When the scribe heard Jesus’s answer he said, “This is much more important than all whole offerings and sacrifices.”
Sacrifice, offerings, tithes, charity, faith, hope, worship, knowledge, gifts of the Spirit, etc. are all nothing without LOVE.
We can’t work our way to God. We can’t faith our way to God. We can’t worship our way to God. We can’t hope our way to God.
All of things are important, but without love they are nothing.
So, Jesus looked at the man and said, “You are not far from the kingdom.”
I interpret this to mean something like…
You know that loving God and loving neighbor are the most important commands.
But knowledge without action doesn’t’t help anyone.
It doesn’t feed the hungry or clothe the naked.
In other words, the one who has faith in Christ loves, and the one who loves has faith in Christ. Knowing you should love your neighbor and loving your neighbor are two different things.
Having the correct knowledge may count for something in some people’s eyes, but if that knowledge doesn’t manifest itself in love, we aren’t living in the fulness of the kingdom.
Are you on the edge of the kingdom?
Second Reading: Where Was the Holy Spirit?
Where was the Holy Spirit during the crucifixion? We know Jesus was there, and we know God was there (Psalm 22:1, 24). In John, Jesus said, “The hour is coming, indeed it has come, when you will be scattered, each one to his home, and you will leave me alone.

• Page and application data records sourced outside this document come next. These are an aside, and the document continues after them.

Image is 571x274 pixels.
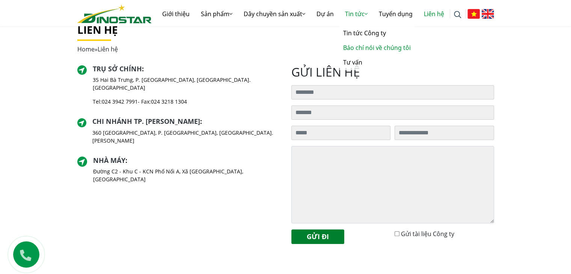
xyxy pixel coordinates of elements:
[77,65,87,75] img: directer
[93,168,280,183] p: Đường C2 - Khu C - KCN Phố Nối A, Xã [GEOGRAPHIC_DATA], [GEOGRAPHIC_DATA]
[311,2,340,26] a: Dự án
[468,9,480,19] img: Tiếng Việt
[340,55,415,70] a: Tư vấn
[98,45,118,53] span: Liên hệ
[92,118,280,126] h2: :
[77,45,118,53] span: »
[77,24,494,36] h1: Liên hệ
[92,117,200,126] a: Chi nhánh TP. [PERSON_NAME]
[195,2,238,26] a: Sản phẩm
[93,157,280,165] h2: :
[373,2,418,26] a: Tuyển dụng
[93,156,125,165] a: Nhà máy
[340,26,415,41] a: Tin tức Công ty
[238,2,311,26] a: Dây chuyền sản xuất
[157,2,195,26] a: Giới thiệu
[77,45,95,53] a: Home
[93,64,142,73] a: Trụ sở chính
[401,230,455,239] label: Gửi tài liệu Công ty
[92,129,280,145] p: 360 [GEOGRAPHIC_DATA], P. [GEOGRAPHIC_DATA], [GEOGRAPHIC_DATA]. [PERSON_NAME]
[93,76,280,92] p: 35 Hai Bà Trưng, P. [GEOGRAPHIC_DATA], [GEOGRAPHIC_DATA]. [GEOGRAPHIC_DATA]
[77,5,152,23] img: logo
[340,41,415,55] a: Báo chí nói về chúng tôi
[454,11,462,18] img: search
[77,118,86,127] img: directer
[292,230,344,244] button: Gửi đi
[93,98,280,106] p: Tel: - Fax:
[418,2,450,26] a: Liên hệ
[151,98,187,105] a: 024 3218 1304
[482,9,494,19] img: English
[340,2,373,26] a: Tin tức
[292,65,494,79] h2: gửi liên hệ
[93,65,280,73] h2: :
[102,98,138,105] a: 024 3942 7991
[77,157,88,167] img: directer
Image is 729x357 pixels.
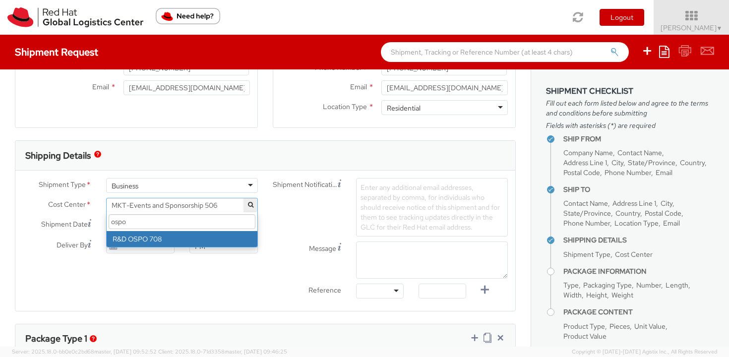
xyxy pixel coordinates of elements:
[94,348,157,355] span: master, [DATE] 09:52:52
[564,209,611,218] span: State/Province
[112,181,138,191] div: Business
[637,281,661,290] span: Number
[41,219,88,230] span: Shipment Date
[273,180,338,190] span: Shipment Notification
[628,158,676,167] span: State/Province
[666,281,689,290] span: Length
[605,168,652,177] span: Phone Number
[564,281,579,290] span: Type
[645,209,682,218] span: Postal Code
[350,82,367,91] span: Email
[564,219,610,228] span: Phone Number
[323,102,367,111] span: Location Type
[107,231,258,247] li: R&D OSPO 708
[564,268,715,275] h4: Package Information
[25,151,91,161] h3: Shipping Details
[564,158,607,167] span: Address Line 1
[7,7,143,27] img: rh-logistics-00dfa346123c4ec078e1.svg
[564,322,605,331] span: Product Type
[663,219,680,228] span: Email
[546,87,715,96] h3: Shipment Checklist
[309,286,341,295] span: Reference
[615,219,659,228] span: Location Type
[12,348,157,355] span: Server: 2025.18.0-bb0e0c2bd68
[564,148,613,157] span: Company Name
[387,103,421,113] div: Residential
[661,199,673,208] span: City
[564,168,600,177] span: Postal Code
[612,291,634,300] span: Weight
[225,348,287,355] span: master, [DATE] 09:46:25
[112,201,253,210] span: MKT-Events and Sponsorship 506
[546,121,715,131] span: Fields with asterisks (*) are required
[661,23,723,32] span: [PERSON_NAME]
[656,168,673,177] span: Email
[92,82,109,91] span: Email
[587,291,607,300] span: Height
[158,348,287,355] span: Client: 2025.18.0-71d3358
[564,135,715,143] h4: Ship From
[15,47,98,58] h4: Shipment Request
[309,244,336,253] span: Message
[635,322,666,331] span: Unit Value
[600,9,645,26] button: Logout
[564,237,715,244] h4: Shipping Details
[564,186,715,194] h4: Ship To
[680,158,705,167] span: Country
[610,322,630,331] span: Pieces
[25,334,87,344] h3: Package Type 1
[564,199,608,208] span: Contact Name
[361,183,500,232] span: Enter any additional email addresses, separated by comma, for individuals who should receive noti...
[564,250,611,259] span: Shipment Type
[612,158,624,167] span: City
[106,198,258,213] span: MKT-Events and Sponsorship 506
[564,309,715,316] h4: Package Content
[381,42,629,62] input: Shipment, Tracking or Reference Number (at least 4 chars)
[39,180,86,191] span: Shipment Type
[57,240,88,251] span: Deliver By
[618,148,662,157] span: Contact Name
[546,98,715,118] span: Fill out each form listed below and agree to the terms and conditions before submitting
[616,209,641,218] span: Country
[156,8,220,24] button: Need help?
[615,250,653,259] span: Cost Center
[564,332,607,341] span: Product Value
[613,199,657,208] span: Address Line 1
[572,348,718,356] span: Copyright © [DATE]-[DATE] Agistix Inc., All Rights Reserved
[584,281,632,290] span: Packaging Type
[717,24,723,32] span: ▼
[564,291,582,300] span: Width
[48,199,86,211] span: Cost Center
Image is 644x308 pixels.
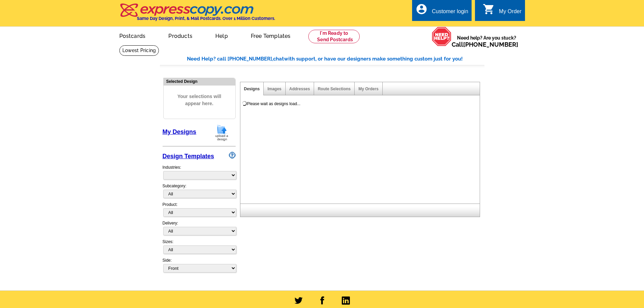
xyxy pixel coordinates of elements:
a: shopping_cart My Order [483,7,522,16]
a: Same Day Design, Print, & Mail Postcards. Over 1 Million Customers. [119,8,275,21]
img: design-wizard-help-icon.png [229,152,236,159]
a: Images [267,87,281,91]
div: Customer login [432,8,468,18]
a: Products [158,27,203,43]
a: [PHONE_NUMBER] [463,41,518,48]
div: Need Help? call [PHONE_NUMBER], with support, or have our designers make something custom just fo... [187,55,484,63]
div: My Order [499,8,522,18]
div: Please wait as designs load... [247,101,300,107]
span: Call [451,41,518,48]
a: account_circle Customer login [415,7,468,16]
a: Postcards [108,27,156,43]
a: My Orders [358,87,378,91]
a: Addresses [289,87,310,91]
img: help [432,26,451,46]
span: chat [273,55,284,62]
a: Free Templates [240,27,302,43]
img: upload-design [213,124,231,142]
div: Delivery: [163,220,236,239]
div: Subcategory: [163,183,236,202]
a: My Designs [163,128,197,136]
a: Design Templates [163,153,214,160]
h4: Same Day Design, Print, & Mail Postcards. Over 1 Million Customers. [137,16,275,21]
div: Product: [163,202,236,220]
img: loading... [241,101,247,106]
div: Industries: [163,161,236,183]
span: Need help? Are you stuck? [451,35,522,48]
div: Selected Design [164,78,236,84]
span: Your selections will appear here. [169,86,230,114]
i: shopping_cart [483,3,494,15]
a: Help [204,27,239,43]
a: Route Selections [317,87,351,91]
a: Designs [244,87,260,91]
i: account_circle [415,3,427,15]
div: Side: [163,257,236,273]
div: Sizes: [163,239,236,257]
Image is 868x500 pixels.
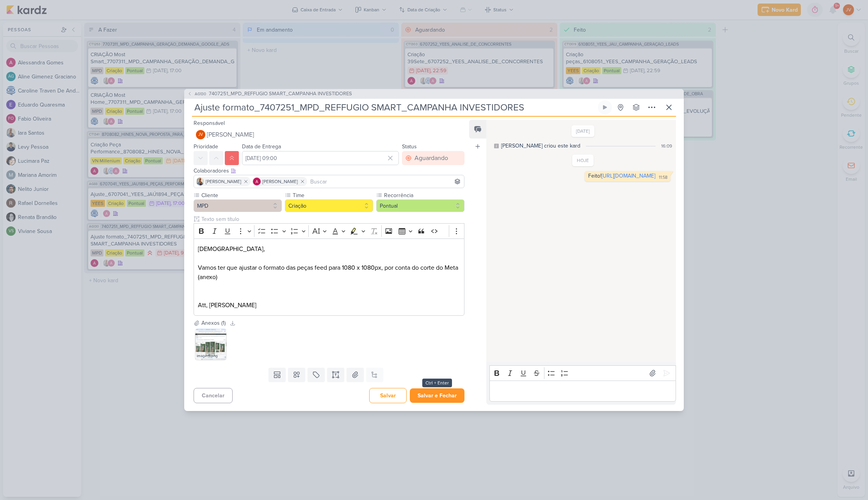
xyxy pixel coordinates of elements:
[659,175,667,181] div: 11:58
[376,199,464,212] button: Pontual
[262,178,298,185] span: [PERSON_NAME]
[402,151,464,165] button: Aguardando
[292,191,373,199] label: Time
[194,143,218,150] label: Prioridade
[588,173,655,179] div: Feito!
[661,142,672,150] div: 16:09
[194,120,225,126] label: Responsável
[198,133,203,137] p: JV
[309,176,462,186] input: Buscar
[423,378,452,387] div: Ctrl + Enter
[196,130,205,139] div: Joney Viana
[196,178,204,185] img: Iara Santos
[192,100,596,114] input: Kard Sem Título
[490,380,676,402] div: Editor editing area: main
[187,90,352,98] button: AG130 7407251_MPD_REFFUGIO SMART_CAMPANHA INVESTIDORES
[207,130,254,139] span: [PERSON_NAME]
[198,244,460,263] p: [DEMOGRAPHIC_DATA],
[242,151,399,165] input: Select a date
[194,199,281,212] button: MPD
[195,329,226,360] img: 3F20nkio2FlzWHjoJpR7Vv3WIcD8apX2paCVzYI7.png
[285,199,373,212] button: Criação
[201,319,226,327] div: Anexos (1)
[601,173,655,179] a: [URL][DOMAIN_NAME]
[501,142,580,150] div: [PERSON_NAME] criou este kard
[198,263,460,281] p: Vamos ter que ajustar o formato das peças feed para 1080 x 1080px, por conta do corte do Meta (an...
[490,365,676,380] div: Editor toolbar
[206,178,241,185] span: [PERSON_NAME]
[242,143,281,150] label: Data de Entrega
[402,143,417,150] label: Status
[194,127,464,142] button: JV [PERSON_NAME]
[194,166,464,175] div: Colaboradores
[194,388,232,403] button: Cancelar
[369,388,406,403] button: Salvar
[414,153,448,163] div: Aguardando
[194,91,207,97] span: AG130
[601,104,608,111] div: Ligar relógio
[195,352,226,360] div: image (1).png
[383,191,464,199] label: Recorrência
[201,191,281,199] label: Cliente
[409,388,464,402] button: Salvar e Fechar
[209,90,352,98] span: 7407251_MPD_REFFUGIO SMART_CAMPANHA INVESTIDORES
[253,178,261,185] img: Alessandra Gomes
[198,301,460,310] p: Att, [PERSON_NAME]
[194,239,464,316] div: Editor editing area: main
[200,215,464,223] input: Texto sem título
[194,223,464,239] div: Editor toolbar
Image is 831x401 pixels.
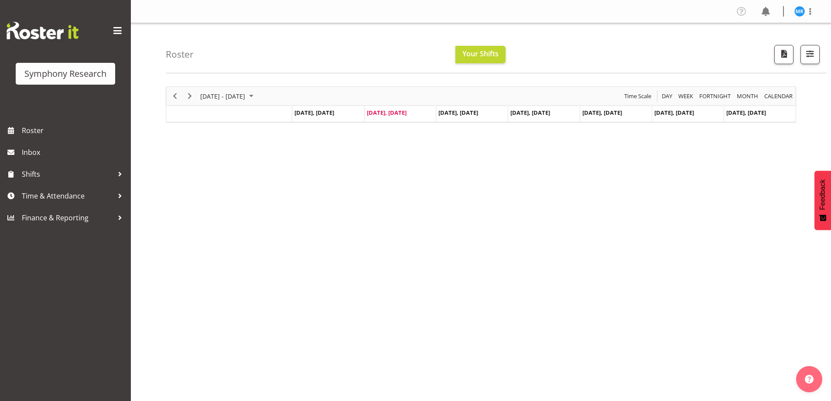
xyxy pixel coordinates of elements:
[22,167,113,180] span: Shifts
[455,46,505,63] button: Your Shifts
[22,146,126,159] span: Inbox
[22,124,126,137] span: Roster
[462,49,498,58] span: Your Shifts
[800,45,819,64] button: Filter Shifts
[24,67,106,80] div: Symphony Research
[22,189,113,202] span: Time & Attendance
[166,49,194,59] h4: Roster
[7,22,78,39] img: Rosterit website logo
[818,179,826,210] span: Feedback
[814,170,831,230] button: Feedback - Show survey
[774,45,793,64] button: Download a PDF of the roster according to the set date range.
[804,375,813,383] img: help-xxl-2.png
[22,211,113,224] span: Finance & Reporting
[794,6,804,17] img: michael-robinson11856.jpg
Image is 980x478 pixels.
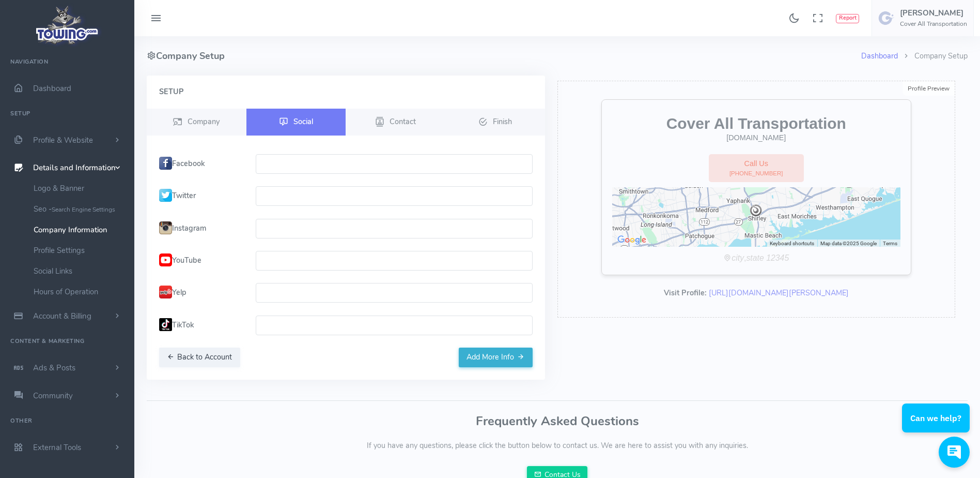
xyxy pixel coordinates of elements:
[612,252,900,265] div: ,
[389,116,416,126] span: Contact
[33,135,93,145] span: Profile & Website
[153,154,249,174] label: Facebook
[709,287,849,298] a: [URL][DOMAIN_NAME][PERSON_NAME]
[147,414,968,428] h3: Frequently Asked Questions
[153,316,249,335] label: TikTok
[898,50,968,62] li: Company Setup
[147,440,968,451] p: If you have any questions, please click the button below to contact us. We are here to assist you...
[294,116,313,126] span: Social
[159,285,172,299] img: Yelp.png
[770,240,814,247] button: Keyboard shortcuts
[883,240,898,246] a: Terms (opens in new tab)
[33,390,73,401] span: Community
[836,14,859,24] button: Report
[26,198,134,219] a: Seo -Search Engine Settings
[33,363,75,373] span: Ads & Posts
[33,3,102,47] img: logo
[33,163,116,174] span: Details and Information
[159,88,533,96] h4: Setup
[26,282,134,302] a: Hours of Operation
[903,81,954,96] div: Profile Preview
[746,253,763,262] i: state
[147,36,861,75] h4: Company Setup
[188,116,220,126] span: Company
[861,50,898,61] a: Dashboard
[820,240,877,246] span: Map data ©2025 Google
[894,375,980,478] iframe: Conversations
[615,233,649,247] img: Google
[709,154,804,183] a: Call Us[PHONE_NUMBER]
[33,442,81,452] span: External Tools
[159,189,172,202] img: twit.png
[878,10,895,26] img: user-image
[900,21,967,28] h6: Cover All Transportation
[153,219,249,238] label: Instagram
[159,348,240,367] button: Back to Account
[33,311,92,321] span: Account & Billing
[159,253,172,267] img: YouTubeIcon.png
[766,253,789,262] i: 12345
[26,178,134,198] a: Logo & Banner
[459,348,533,367] button: Add More Info
[493,116,512,126] span: Finish
[26,261,134,282] a: Social Links
[731,253,744,262] i: city
[52,205,115,213] small: Search Engine Settings
[159,318,172,331] img: tiktok.png
[612,132,900,144] div: [DOMAIN_NAME]
[26,240,134,261] a: Profile Settings
[612,115,900,132] h2: Cover All Transportation
[900,9,967,17] h5: [PERSON_NAME]
[153,283,249,303] label: Yelp
[729,169,783,178] span: [PHONE_NUMBER]
[153,251,249,270] label: YouTube
[153,186,249,206] label: Twitter
[664,287,707,298] b: Visit Profile:
[159,221,172,234] img: insta.png
[26,219,134,240] a: Company Information
[159,156,172,170] img: fb.png
[615,233,649,247] a: Open this area in Google Maps (opens a new window)
[33,83,71,94] span: Dashboard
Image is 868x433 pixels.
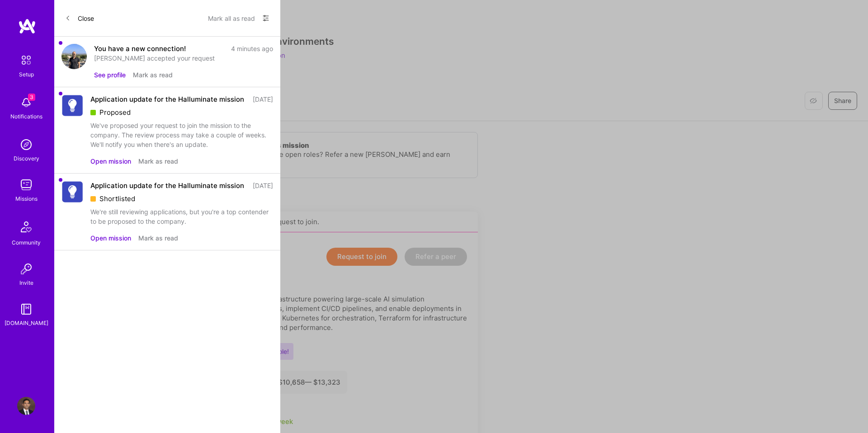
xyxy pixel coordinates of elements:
button: Close [65,11,94,25]
div: [DOMAIN_NAME] [5,318,48,328]
img: Community [15,216,37,238]
button: Open mission [90,233,131,243]
img: discovery [17,136,35,153]
div: [DATE] [253,95,273,104]
button: Open mission [90,157,131,166]
div: You have a new connection! [94,44,186,53]
a: User Avatar [15,397,37,415]
img: logo [18,18,36,34]
button: Mark as read [133,70,173,79]
button: See profile [94,70,126,79]
img: Company Logo [61,95,83,116]
button: Mark as read [138,157,178,166]
div: Proposed [90,108,273,117]
button: Mark all as read [208,11,255,25]
div: Application update for the Halluminate mission [90,181,245,190]
div: 4 minutes ago [231,44,273,53]
img: Invite [17,260,35,278]
img: Company Logo [61,181,83,202]
div: [PERSON_NAME] accepted your request [94,53,273,63]
div: Application update for the Halluminate mission [90,95,245,104]
div: Shortlisted [90,194,273,203]
div: We're still reviewing applications, but you're a top contender to be proposed to the company. [90,207,273,226]
div: Discovery [14,153,39,163]
div: Invite [19,278,34,287]
button: Mark as read [138,233,178,243]
img: guide book [17,300,35,318]
div: We've proposed your request to join the mission to the company. The review process may take a cou... [90,121,273,149]
div: Setup [19,69,34,79]
div: [DATE] [253,181,273,190]
div: Community [11,238,40,247]
img: User Avatar [17,397,35,415]
img: setup [17,50,36,69]
img: teamwork [17,176,35,194]
img: user avatar [61,44,87,69]
div: Missions [15,194,37,203]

Yet I am not alone because the Father is with me” (John 16:32). Paul also taught that God was “in Christ” reconciling the world to himself (2 Corinthians 5:19).
But where was the Holy Spirit?
We know from passages like Luke 3:22 and Luke 4:18 that the Holy Spirit visibly descended upon Jesus at his baptism and that Jesus taught that the Spirit of the Lord was upon him, so it makes sense for the Holy Spirit to be present at the Cross somehow but how?
The Hebrews writer said, “For if the blood of goats and bulls and the sprinkling of the ashes of a heifer sanctifies those who have been defiled so that their flesh is purified, how much more will the blood of Christ, who through the eternal Spirit offered himself without blemish to God, purify our conscience from dead works to worship the living God!” (Hebrews 9:13–14).
While sacrifices under the Law were offered “through the fire,” Jesus’s offering took place through the Spirit. That is, the Spirit of God empowered Jesus through the very end, and Jesus’s sacrifice enables us to be confident in eternal redemption and a total cleansing of the conscience.
So where was the Spirit during the crucifixion? Like the Father, the Spirit was right there. Jesus wasn’t alone on the Cross, and we aren’t alone in our trials. Just as the relationship between Father, Son, and Spirit cannot be broken, our own relationship with God is eternal because of the love poured out for us.